Tara Booth is a comic book artist from Portland, however these detailed pieces with their mix of drawing and painting cover much more ground than that title. Tara’s work displays such character that after looking through her work you already feel like she’s one of your pals. This is due to her inspiration often coming from her diary, “I’ve always felt compelled to document my daily experiences…now I do it visually” she explained, “A lot of my work is about living with chronic anxiety and depression. Taking the parts of my life that leave me feeling hopeless or out of control, and being able to turn them into something sort of silly through painting helps to transform some of my negative emotions. It’s also super validating and therapeutic to see how many people deal with the same issues and have similar experiences. The more that people can laugh and relate to my work, the more compelled I am to make it.”

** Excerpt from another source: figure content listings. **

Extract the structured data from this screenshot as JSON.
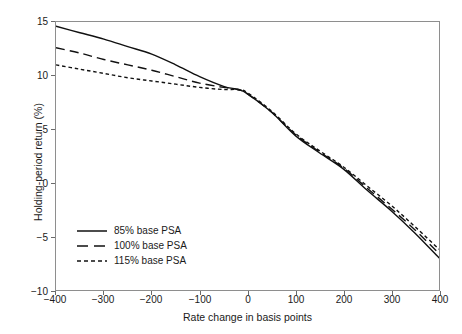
{
  "chart_data": {
    "type": "line",
    "title": "",
    "xlabel": "Rate change in basis points",
    "ylabel": "Holding-period return (%)",
    "xlim": [
      -400,
      400
    ],
    "ylim": [
      -10,
      15
    ],
    "xticks": [
      -400,
      -300,
      -200,
      -100,
      0,
      100,
      200,
      300,
      400
    ],
    "yticks": [
      -10,
      -5,
      0,
      5,
      10,
      15
    ],
    "xtick_labels": [
      "−400",
      "−300",
      "−200",
      "−100",
      "0",
      "100",
      "200",
      "300",
      "400"
    ],
    "ytick_labels": [
      "−10",
      "−5",
      "0",
      "5",
      "10",
      "15"
    ],
    "grid": false,
    "legend_position": "lower-left-inside",
    "x": [
      -400,
      -350,
      -300,
      -250,
      -200,
      -150,
      -100,
      -50,
      -20,
      0,
      50,
      100,
      150,
      200,
      250,
      300,
      350,
      400
    ],
    "series": [
      {
        "name": "85% base PSA",
        "style": "solid",
        "color": "#111111",
        "values": [
          14.6,
          14.0,
          13.4,
          12.7,
          12.0,
          11.0,
          9.9,
          9.0,
          8.7,
          8.3,
          6.6,
          4.4,
          2.8,
          1.3,
          -0.7,
          -2.6,
          -4.7,
          -7.0
        ]
      },
      {
        "name": "100% base PSA",
        "style": "dashed",
        "color": "#111111",
        "values": [
          12.6,
          12.1,
          11.5,
          11.0,
          10.5,
          9.9,
          9.3,
          8.9,
          8.7,
          8.3,
          6.6,
          4.5,
          2.9,
          1.4,
          -0.5,
          -2.4,
          -4.4,
          -6.6
        ]
      },
      {
        "name": "115% base PSA",
        "style": "dotted",
        "color": "#111111",
        "values": [
          11.0,
          10.6,
          10.2,
          9.8,
          9.5,
          9.2,
          8.9,
          8.7,
          8.7,
          8.4,
          6.7,
          4.6,
          3.0,
          1.5,
          -0.3,
          -2.1,
          -4.1,
          -6.2
        ]
      }
    ]
  },
  "legend": {
    "items": [
      {
        "label": "85% base PSA",
        "style": "solid"
      },
      {
        "label": "100% base PSA",
        "style": "dashed"
      },
      {
        "label": "115% base PSA",
        "style": "dotted"
      }
    ]
  }
}
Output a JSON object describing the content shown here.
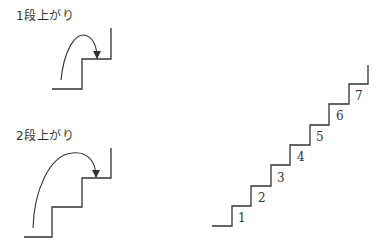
{
  "diagram": {
    "one_step": {
      "label": "1段上がり"
    },
    "two_step": {
      "label": "2段上がり"
    },
    "staircase": {
      "step_numbers": [
        "1",
        "2",
        "3",
        "4",
        "5",
        "6",
        "7"
      ]
    }
  },
  "colors": {
    "line": "#333333",
    "background": "#ffffff"
  }
}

Her highly detailed pieces layered with textures and patterns begin with a pencil sketch, “Then I go in with gouache and start dispersing the colour.” Tara’s colour choices are key to the success of her work, which she explains is “almost entirely intuitive. If you could do an X-ray of one of my paintings you would see layers and layers of failed colour schemes and patterns. I try to work it out until it feels right.” The artist’s intuitiveness is what sets her apart from other works in her field, there is no grid, no forced structure, it’s natural. “The way that I work is pretty fluid and I don’t feel like I have many set rules, but I do tend to paint in layers. I’ll make a flesh tone, paint all of the flesh on the page. Then I make a hair colour and fill in all of the hair on the page, and normally the facial features as well. Depending on the image, this usually means that the clothing is left for last. I don’t typically have patterns in mind, so I spend a minute coming up with the clothing design, and then I dive right in”, she explained.

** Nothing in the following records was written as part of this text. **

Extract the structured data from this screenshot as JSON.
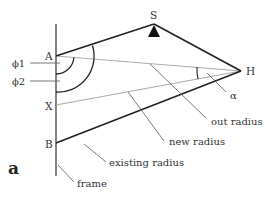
{
  "diagram": {
    "panel_label": "a",
    "points": {
      "S": "S",
      "H": "H",
      "A": "A",
      "X": "X",
      "B": "B"
    },
    "angles": {
      "phi1": "ϕ1",
      "phi2": "ϕ2",
      "alpha": "α"
    },
    "callouts": {
      "out_radius": "out radius",
      "new_radius": "new radius",
      "existing_radius": "existing radius",
      "frame": "frame"
    },
    "colors": {
      "dark_line": "#222222",
      "light_line": "#aaaaaa",
      "frame_line": "#666666",
      "leader_line": "#555555",
      "text": "#333333"
    }
  }
}
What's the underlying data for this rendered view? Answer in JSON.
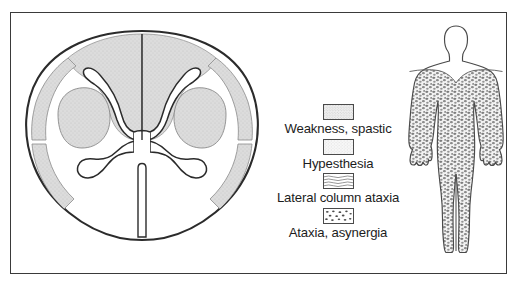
{
  "figure": {
    "border_color": "#3a3a3a",
    "background": "#ffffff"
  },
  "colors": {
    "outline": "#2b2b2b",
    "shade_gray": "#d8d8d8",
    "shade_gray_light": "#e3e3e3",
    "text": "#1c1c1c",
    "swatch_border": "#4a4a4a"
  },
  "cord_diagram": {
    "name": "spinal-cord-cross-section",
    "regions": [
      {
        "label": "posterior-columns",
        "fill": "#dcdcdc",
        "pattern": "stipple"
      },
      {
        "label": "lateral-corticospinal-tract-left",
        "fill": "#dcdcdc",
        "pattern": "stipple"
      },
      {
        "label": "lateral-corticospinal-tract-right",
        "fill": "#dcdcdc",
        "pattern": "stipple"
      },
      {
        "label": "lateral-margin-strip-left",
        "fill": "#dcdcdc",
        "pattern": "stipple"
      },
      {
        "label": "lateral-margin-strip-right",
        "fill": "#dcdcdc",
        "pattern": "stipple"
      },
      {
        "label": "gray-matter-butterfly",
        "fill": "#ffffff",
        "pattern": "none"
      }
    ]
  },
  "legend": {
    "name": "symptom-legend",
    "entries": [
      {
        "label": "Weakness, spastic",
        "pattern": "fine-stipple",
        "swatch_name": "swatch-weakness-spastic"
      },
      {
        "label": "Hypesthesia",
        "pattern": "light-stipple",
        "swatch_name": "swatch-hypesthesia"
      },
      {
        "label": "Lateral column ataxia",
        "pattern": "wavy-lines",
        "swatch_name": "swatch-lateral-column-ataxia"
      },
      {
        "label": "Ataxia, asynergia",
        "pattern": "coarse-speckle",
        "swatch_name": "swatch-ataxia-asynergia"
      }
    ]
  },
  "body_figure": {
    "name": "human-body-figure",
    "view": "anterior",
    "shaded_pattern": "coarse-speckle",
    "unshaded_regions": [
      "head",
      "neck",
      "upper-shoulders"
    ],
    "shaded_regions": [
      "chest",
      "abdomen",
      "arms",
      "hands",
      "legs",
      "feet"
    ]
  }
}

One of our favourite attributes of Tara’s work is the various poses that her characters adopt, it adds more of a humanistic quality to the work, poses we all hold (such as being slumped down in bed) aren’t regularly represented through illustration. This is a feature of her work she puts down to thinking “more like an animator than a sequential artist. I have a really hard time articulating or visualising a sequence of events unless each physical transition is put down on paper…I love figure drawings, and since my comics don’t normally include much text or language, a lot has to be expressed through body language.” Looking through Tara’s body of work it is also easy to spot recurring personalities, which Tara explains are actually based on herself: “My paintings derive from real life experience, so I feel uncomfortable including an obvious portrayal of anyone that the comic may be about. I don’t want anyone to feel embarrassed or hurt. Some of the men in my paintings are sort of amalgamations of different people I’ve dated. If the painting is about a more broad experience, I try to develop characters by thinking of people that I’ve seen on the street or had brief encounters with…but all in all it’s tough because every face I draw is basically identical. Two circle eyes, a dot nose, and a line mouth. Therefore I’m working on developing recurring characters that have distinct personality traits.”